For f-PES-based blends, the fact that toughness is independent of the PES-rich particle size could be explained by a “plateau effect”. In fact, for such nano-size morphologies, the particles are so numerous that their size does not influence any more the reinforcement extent. The two types of PES lead to a similar toughening effect for blends cured at 90 °C, which seems obvious according to the fact that average particles sizes are similar, as well as the matrix/PES interfacial adhesion. Higher values of K
IC obtained with vermicular morphologies in nf-PES-based blends can be explained by the fact that crack-path is much more altered than in the case of spherical-like domains-based morphologies. This phenomenon is highlighted by the large difference in roughness between the fractured surfaces (
Figure 11a,b). With such elongated PES-rich domains, it can also be possible that a part of these domains are broken during crack propagation. PES being quite tougher (K
IC = 2.1 MPa·m
1/2) than the epoxy-rich phase, toughening of the blend is again enhanced.
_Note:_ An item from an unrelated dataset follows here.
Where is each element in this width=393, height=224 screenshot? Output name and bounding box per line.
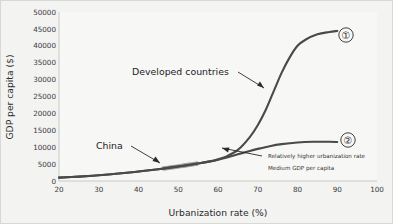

It is quite interesting to notice that these vermicular morphologies lead to a high toughening extent compared to other results on PES-reinforced epoxy networks reported in literature. In this study, an increase of 85% is obtained from neat epoxy network (K
IC = 0.49 MPa·m
1/2) to nf-PES-based blends exhibiting vermicular morphologies (K
IC = 0.90 MPa·m
1/2). To our knowledge, for similar PES contents, i.e., below 15–20 wt %, such an improvement of highly crosslinked epoxies was not already reported. For instance, Bejoy and al. managed to improve by 50% K
IC of DGEBA-DDS network thanks to a PES “P3500” from Gharda Chemicals [
40]. Bucknall and Partridge also reached 50% improvement rate on networks based on tri and tetra-functional epoxy pre-polymers cured either by dicyanodiamide or DDS wih a PES “100P” from Victrex [
41]. It is also surprising that some authors who worked with the same phenoxy-terminated PES used in this study (5003P from Sumitomo) did not observe any toughening enhancement on epoxy networks. For example, Kishi and al. considered DGEBA-DDS networks containing up to 15 wt % PES [
34], as well as McKinnon and al. who worked on a triglycidyl para-amino phenol-DDS network which was not significantly toughen for PES contents ≤15 wt % [
10]. Of course it has to be kept in mind that toughening improvement depends on several parameters which make direct comparison quite difficult: TP molar mass, curing schedule, final crosslinking density of the TS matrix, etc.